The Militant (logo)  
   Vol.66/No.40           October 28, 2002  
 
 
Nebraska socialist candidate: road forward
is working people taking political power
 
BY MARY MARTIN
AND KEVIN DOYLE
 
DAKOTA CITY, Nebraska--Socialist Workers candidate for governor of Nebraska Lisa Rottach took her campaign to meat packers, truckers, and other working people in northern Nebraska and Sioux City, Iowa, in early October.

Rottach, a packinghouse worker at a Swift plant in Omaha, and a participant in the union organizing drive there, met a number of workers who were interested in learning more about her campaign’s opposition to U.S. imperialism and its moves toward war in the Middle East as well as the importance of labor resistance to the bosses’ attacks at home on workers’ job conditions and dignity.
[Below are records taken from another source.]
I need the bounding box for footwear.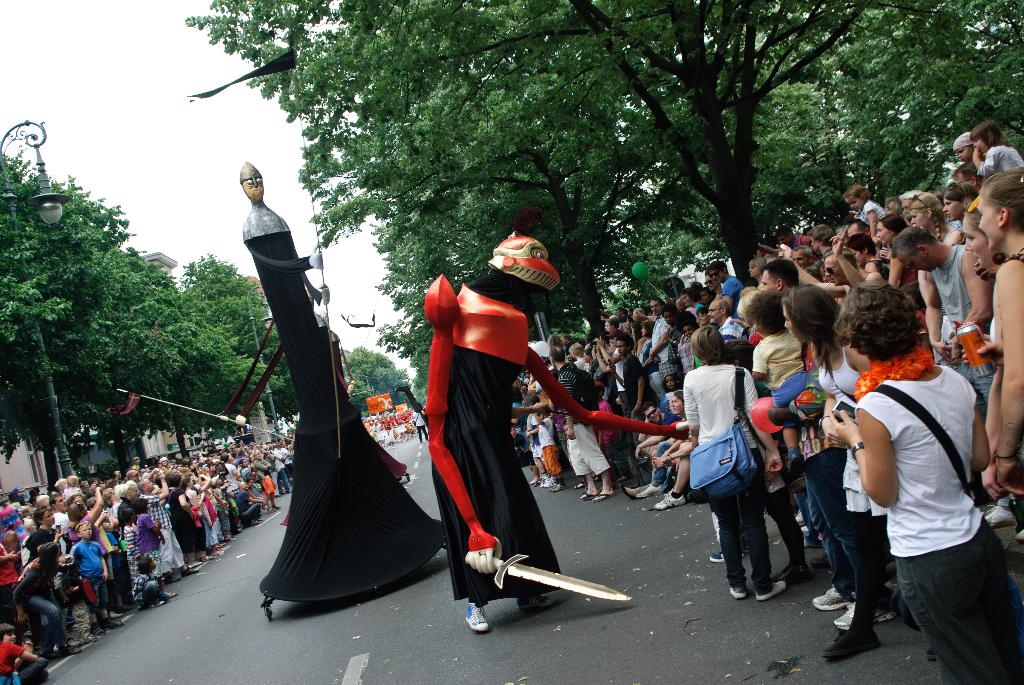
Here it is: bbox(832, 602, 898, 631).
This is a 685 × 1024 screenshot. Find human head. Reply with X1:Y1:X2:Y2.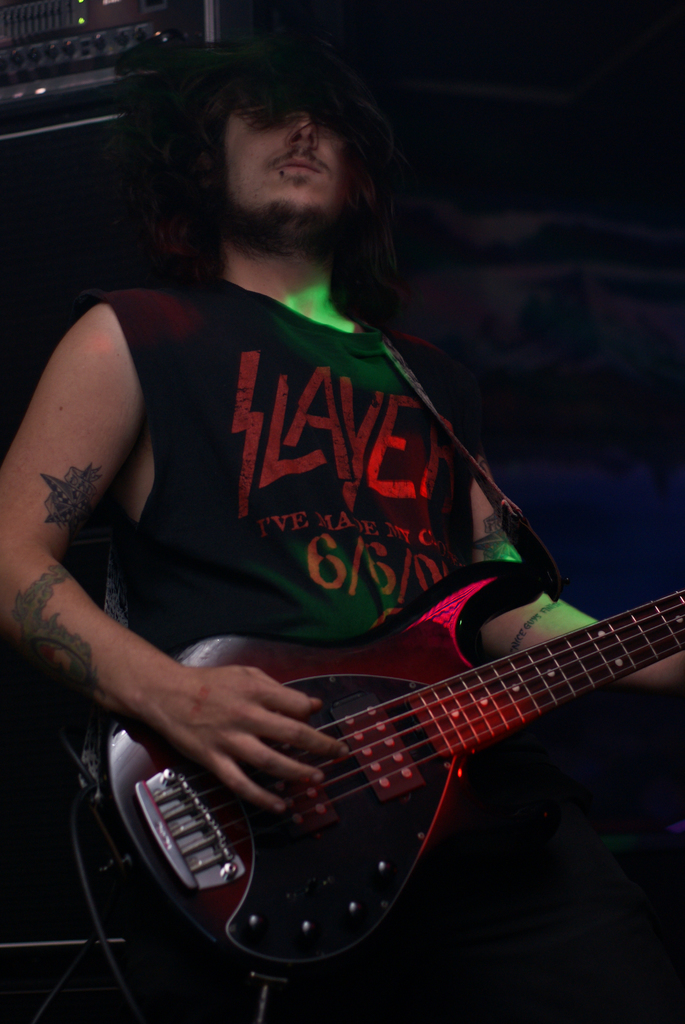
167:34:361:251.
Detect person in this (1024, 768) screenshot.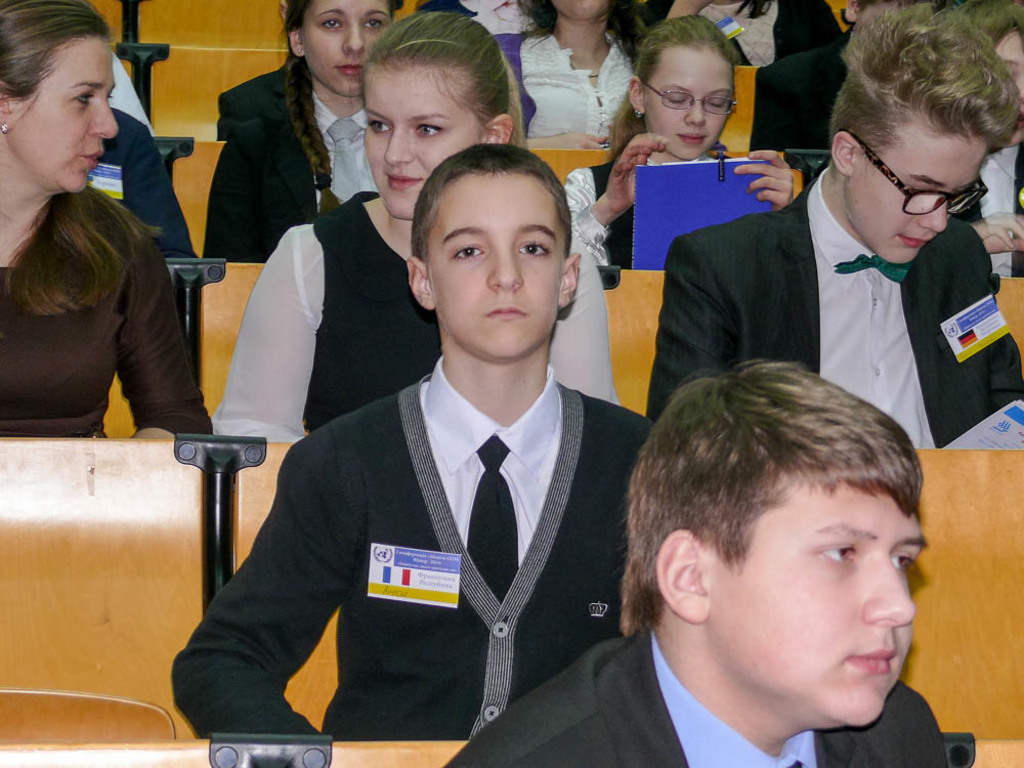
Detection: l=148, t=133, r=690, b=746.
Going door-to-door in a trailer park near the IBP meatpacking plant here, Rottach met a former meat packer who now works as a trucker. When she explained why workers should oppose Washington’s war drive in the Mideast, he responded that the U.S. government "thinks it is the only country that can have weapons. And who knows," he added, "they could use them in the future against anyone they want." Another worker employed at IBP who read the campaign leaflet said, "Yes, I believe this war is only for oil."

An 18-year-old who recently graduated high school and started work at IBP subscribed to the Militant. He said he opposed Washington’s war drive, but the main reason he decided to get the paper was to follow more closely labor struggles across the country and internationally.

A truck driver and his wife invited Rottach into their home to talk about the socialist campaign. The woman told the socialist candidate she had been denied disability and was facing enormous medical bills for an upcoming eye operation.

"My campaign calls for free cradle-to-grave health care for everyone; the labor movement will need to fight for a nationwide free public health system, not simply win medical programs plant by plant or industry by industry." Rottach pointed to the example of the Cuban Revolution, where workers and farmers took political power, through which they have been able to guarantee health care as a fundamental right for all.

The day before Rottach’s campaign stop in the Sioux City area, a team of socialists met workers during the shift change at the IBP plant. Dozens of flyers were handed out and nine people picked up copies of the Militant and Perspectiva Mundial. Rottach ran into several of the same workers while campaigning the following day.

The gubernatorial candidate was interviewed by the Sioux City Journal and WTIV Channel 4 television while campaigning. Channel 4 ran her interview on the evening news.

Mary Martin is a garment worker in Des Moines, Iowa.